Ellen Bødtker is an innovative artist and composer with a broad repertoire, from classical to contemporary and crossover music. Ellen has performed in most concert halls, stages and festivals in Norway, and visited many parts of the world with her harp. She is a harpist with distinctive features and is one of Scandinavias leading harp soloists.
Acclaimed mezzo-soprano Mary-Ellen Nesi presents thirteen arias most of them recorded here for the first time inspired by ten Greek female archetypes. George Petrou and the brilliant Armonia Atenea add fire to this exciting collection of 18th-century masterpieces. MDG listeners will be familiar with Mary-Ellen Nesi from several outstanding Handel recordings. In her most recent recital the acclaimed mezzo-soprano turns to dramatic roles from Baroque and classical operas.
This album explores music by three father-and-son generations of the Tcherepnin family of composers: Nikolai, Alexander and Ivan. Although each wrote a wide range of scores, from solo pieces to operas and ballets, this recording focuses on their chamber music, presenting pieces spanning 95 years. Nikolai’s works for violin and piano reveal a late-Romantic, post-Tchaikovskian sensibility, whereas those of Alexander have a more modern, twentieth-century touch, closer to the style of his friend Sergei Prokofiev (a student of Nikolai Tcherepnin). Ivan is represented by two works — early and late – for flute, clarinet and piano, which have an improvisatory and playful quality.
The Italian baroque seems to be an inexhaustible quarry for lovers of historical performance practice and beautifully balanced music. Francesco Antonio Bonporti was a composer-priest who, after studies in Innsbruck and Rome, spent most of his working life in his home town of Trento, once host to the Tridentinum, but in the early eighteenth century nothing more than a provincial nest.

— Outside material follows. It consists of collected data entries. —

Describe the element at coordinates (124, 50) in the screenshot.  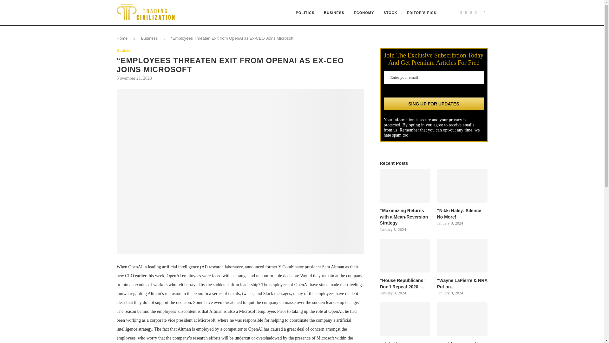
I see `Business` at that location.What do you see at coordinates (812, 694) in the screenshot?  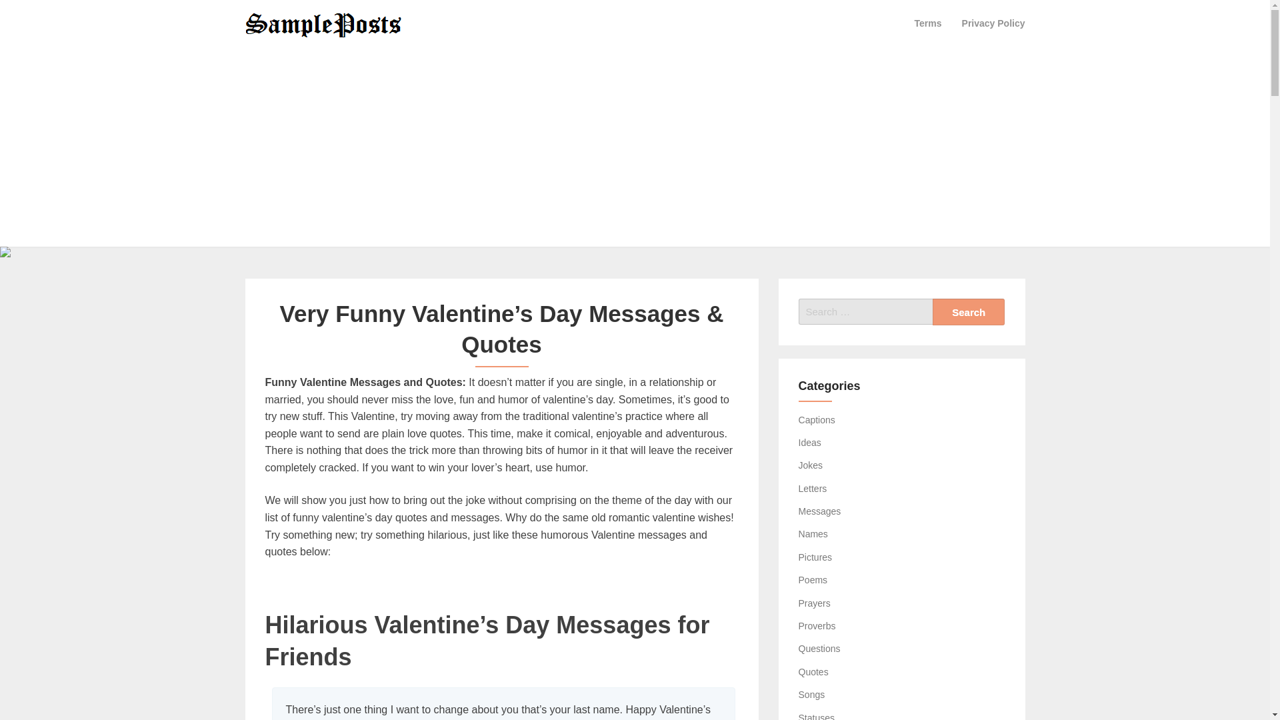 I see `Songs` at bounding box center [812, 694].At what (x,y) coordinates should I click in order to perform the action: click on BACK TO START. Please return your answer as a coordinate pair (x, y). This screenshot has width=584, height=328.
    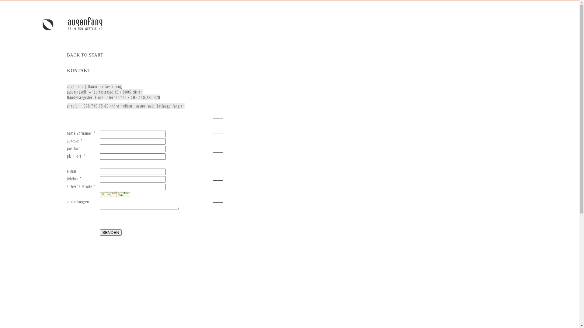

The history of opera is inseparably linked with the biographies of singers; audiences have always been fascinated by both musical prowess and behind the scenes goings-on. The battle for prestige and fame was heated and passionate in the Baroque era, with legendary rivalries. Fiercely competitive, Cuzzoni and Bordoni were among the most acclaimed divas of the age, resorting to fisticuffs on stage. Present-day prima donnas Genaux, Prina, Nesi and Basso now follow in the footsteps of their fervid predecessors, presenting on disc a tongue-in-cheek survey of standout arias for mezzo soprano and contralto.